Participants in election process meeting note need for more voices
Published 12:00 am Thursday, December 6, 2018
SALISBURY — People who attended a meeting about Salisbury’s election process Wednesday evening agreed the room should be full when discussing future City Council elections.
Esther Atkins-Smith and PJ Ricks spoke at the beginning of the meeting about the lack of information given to the public and ways to add more voices to the conversation.
“This is a huge change, and we need to make sure we have done everything we can to get input from different communities that exist out there,” Atkins-Smith said.
She recommended the council committee use resources like social media and the city app Nixle to share information about the meetings and their rotating locations in different communities.
Ricks said the committee needs to concentrate on people feeling like their voices are being heard and that people in the community feel like they matter.
“If I stand up and say I want a polka-dot member of the City Council, nobody is listening to me,” Ricks said.
Councilwoman Tamara Sheffield echoed their concerns about the lack of turnout for these meetings and whether that means the election process doesn’t need to be changed or the process is not accessible or known about.
The group began discussions about how many members the council should have, with most saying seven.
Jane Gamewell asked if adding more people would fix the lack of diversity on the council.
“Why do you think that if we add more people to the council that automatically (they’re) going to be this huge group of diversified people?” Gamewell said. “They’re not. They haven’t done it in the past.”
Don Vick said he thinks adding two more seats on the council would allow him and his community to be more represented — people age 70 and older. He also said it may help prevent coalitions like he saw during the Rowan County commissioners election last month.
“It’s very easy to get three people together and pass things,” Vick said. “We saw this with the last election. Their signs were all together — boom, boom, boom.”
People said they would like to see the terms staggered, which would require a council member to serve for four years to avoid having yearly elections and city elections that would be in even-numbered years.
“The terms need to be staggered so we don’t have a brand new council or so we don’t have people who are not familiar who do not know the system,” Ricks said.
The group, though, was undecided about how to elect a mayor, whether it should be a separate race or whoever receives the most votes in the council election, which has been the practice. Mayor Pro Tem David Post said not all council members have the time to serve as mayor and whoever serves has to have their ducks in a row. He said Salisbury is the biggest city in the state that doesn’t have a separate mayoral race.
Some speakers noted that with a separate mayoral race, the person who lost would not have an opportunity to be on the council at all.
“You think you solve one problem, then you create another problem,” Post said.
As the conversation was wrapping up and council members summarized the agreement on having a seven-member council that would elected for four-year, staggered terms, Kenneth Stutts, who has attended previous election process meetings, said the agreement at a previous meeting was the opposite.
At the October meeting, there was no consensus on the size of the council after a pros and cons list was created with the 23 people there. Nine people attended Wednesday night’s meeting.
Sheffield said ahead of the next meeting, committee leaders will strive to make sure the public is informed about the meeting and what it entails.
The next meeting date will be announced later.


:: Task directions ::
Your answer must be the exact lines from the one holding "Click and drag to select footwear." through the final line of the records below, both included, and nothing more.

(Items listed in a dataset)
◇ ◇ ◇ ◇ ◇
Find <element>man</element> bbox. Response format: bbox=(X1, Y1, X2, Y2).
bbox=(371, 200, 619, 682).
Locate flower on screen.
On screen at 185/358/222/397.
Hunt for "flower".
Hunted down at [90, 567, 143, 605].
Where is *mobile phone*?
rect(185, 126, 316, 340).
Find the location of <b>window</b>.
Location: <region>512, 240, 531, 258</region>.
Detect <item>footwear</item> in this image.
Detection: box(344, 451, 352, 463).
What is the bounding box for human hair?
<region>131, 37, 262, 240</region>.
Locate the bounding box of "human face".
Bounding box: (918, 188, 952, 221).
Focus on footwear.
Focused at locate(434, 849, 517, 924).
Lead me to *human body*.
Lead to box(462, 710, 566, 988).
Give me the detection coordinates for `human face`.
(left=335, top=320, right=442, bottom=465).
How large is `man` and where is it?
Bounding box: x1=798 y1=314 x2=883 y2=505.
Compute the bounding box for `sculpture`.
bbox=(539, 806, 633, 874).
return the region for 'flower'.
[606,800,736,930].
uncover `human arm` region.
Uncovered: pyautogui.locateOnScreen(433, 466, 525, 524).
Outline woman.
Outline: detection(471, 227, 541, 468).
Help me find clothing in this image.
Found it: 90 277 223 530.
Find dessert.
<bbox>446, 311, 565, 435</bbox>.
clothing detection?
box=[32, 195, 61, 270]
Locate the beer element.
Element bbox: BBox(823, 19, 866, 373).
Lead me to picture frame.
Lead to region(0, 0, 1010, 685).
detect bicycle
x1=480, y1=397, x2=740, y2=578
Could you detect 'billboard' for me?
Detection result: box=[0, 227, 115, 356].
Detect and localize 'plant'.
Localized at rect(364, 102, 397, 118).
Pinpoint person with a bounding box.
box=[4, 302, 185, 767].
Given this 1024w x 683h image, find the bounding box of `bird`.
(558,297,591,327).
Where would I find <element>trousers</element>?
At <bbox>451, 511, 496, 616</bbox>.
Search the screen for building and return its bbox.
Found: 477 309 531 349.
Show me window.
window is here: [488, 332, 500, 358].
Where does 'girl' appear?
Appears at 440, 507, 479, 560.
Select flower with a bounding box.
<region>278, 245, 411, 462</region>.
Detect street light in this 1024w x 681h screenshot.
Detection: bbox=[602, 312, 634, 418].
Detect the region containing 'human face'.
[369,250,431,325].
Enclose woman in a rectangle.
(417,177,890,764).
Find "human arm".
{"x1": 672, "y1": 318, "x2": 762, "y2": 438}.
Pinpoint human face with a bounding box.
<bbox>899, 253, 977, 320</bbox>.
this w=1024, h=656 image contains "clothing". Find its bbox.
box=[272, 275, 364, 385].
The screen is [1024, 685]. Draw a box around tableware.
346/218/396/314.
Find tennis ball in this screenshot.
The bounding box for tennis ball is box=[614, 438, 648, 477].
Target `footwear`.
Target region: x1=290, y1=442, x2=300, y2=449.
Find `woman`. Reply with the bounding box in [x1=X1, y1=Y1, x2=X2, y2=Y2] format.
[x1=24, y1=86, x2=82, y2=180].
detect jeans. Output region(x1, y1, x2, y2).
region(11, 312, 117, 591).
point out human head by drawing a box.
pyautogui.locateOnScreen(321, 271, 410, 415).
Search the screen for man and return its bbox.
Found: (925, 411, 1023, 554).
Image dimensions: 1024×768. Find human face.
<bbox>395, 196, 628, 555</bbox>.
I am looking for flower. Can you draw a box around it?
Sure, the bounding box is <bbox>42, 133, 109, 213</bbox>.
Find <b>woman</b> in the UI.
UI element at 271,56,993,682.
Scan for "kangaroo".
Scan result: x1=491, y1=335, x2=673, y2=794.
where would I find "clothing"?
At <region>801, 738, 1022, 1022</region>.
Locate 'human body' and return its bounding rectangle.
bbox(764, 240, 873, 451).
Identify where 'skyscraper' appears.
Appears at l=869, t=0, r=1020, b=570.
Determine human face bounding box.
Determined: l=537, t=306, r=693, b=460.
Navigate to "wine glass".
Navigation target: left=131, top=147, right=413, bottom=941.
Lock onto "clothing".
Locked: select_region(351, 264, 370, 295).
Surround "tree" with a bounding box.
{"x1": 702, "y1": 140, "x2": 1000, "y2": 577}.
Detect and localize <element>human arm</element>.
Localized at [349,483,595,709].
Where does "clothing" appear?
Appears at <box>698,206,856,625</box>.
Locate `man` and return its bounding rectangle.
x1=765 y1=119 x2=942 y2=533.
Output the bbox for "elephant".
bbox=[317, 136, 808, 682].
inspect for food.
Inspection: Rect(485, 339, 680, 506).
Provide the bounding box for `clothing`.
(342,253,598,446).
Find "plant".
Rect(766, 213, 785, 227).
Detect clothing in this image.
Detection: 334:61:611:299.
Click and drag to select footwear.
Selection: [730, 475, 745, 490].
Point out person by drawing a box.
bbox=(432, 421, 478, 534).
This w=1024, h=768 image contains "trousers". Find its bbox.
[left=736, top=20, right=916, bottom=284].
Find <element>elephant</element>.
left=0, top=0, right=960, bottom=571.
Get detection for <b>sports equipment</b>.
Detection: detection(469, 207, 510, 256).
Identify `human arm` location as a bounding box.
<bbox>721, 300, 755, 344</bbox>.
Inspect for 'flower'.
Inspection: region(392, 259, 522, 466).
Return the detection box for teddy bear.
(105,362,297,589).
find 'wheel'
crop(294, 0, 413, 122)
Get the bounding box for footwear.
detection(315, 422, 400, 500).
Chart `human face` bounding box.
◇ ◇ ◇ ◇ ◇
:: Result ::
Click and drag to select footwear.
Selection: [730, 475, 745, 490].
Point out person by drawing a box.
bbox=(432, 421, 478, 534).
This w=1024, h=768 image contains "trousers". Find its bbox.
[left=736, top=20, right=916, bottom=284].
Find <element>elephant</element>.
left=0, top=0, right=960, bottom=571.
Get detection for <b>sports equipment</b>.
Detection: detection(469, 207, 510, 256).
Identify `human arm` location as a bounding box.
<bbox>721, 300, 755, 344</bbox>.
Inspect for 'flower'.
Inspection: region(392, 259, 522, 466).
Return the detection box for teddy bear.
(105,362,297,589).
find 'wheel'
crop(294, 0, 413, 122)
Get the bounding box for footwear.
detection(315, 422, 400, 500).
Chart `human face` bounding box.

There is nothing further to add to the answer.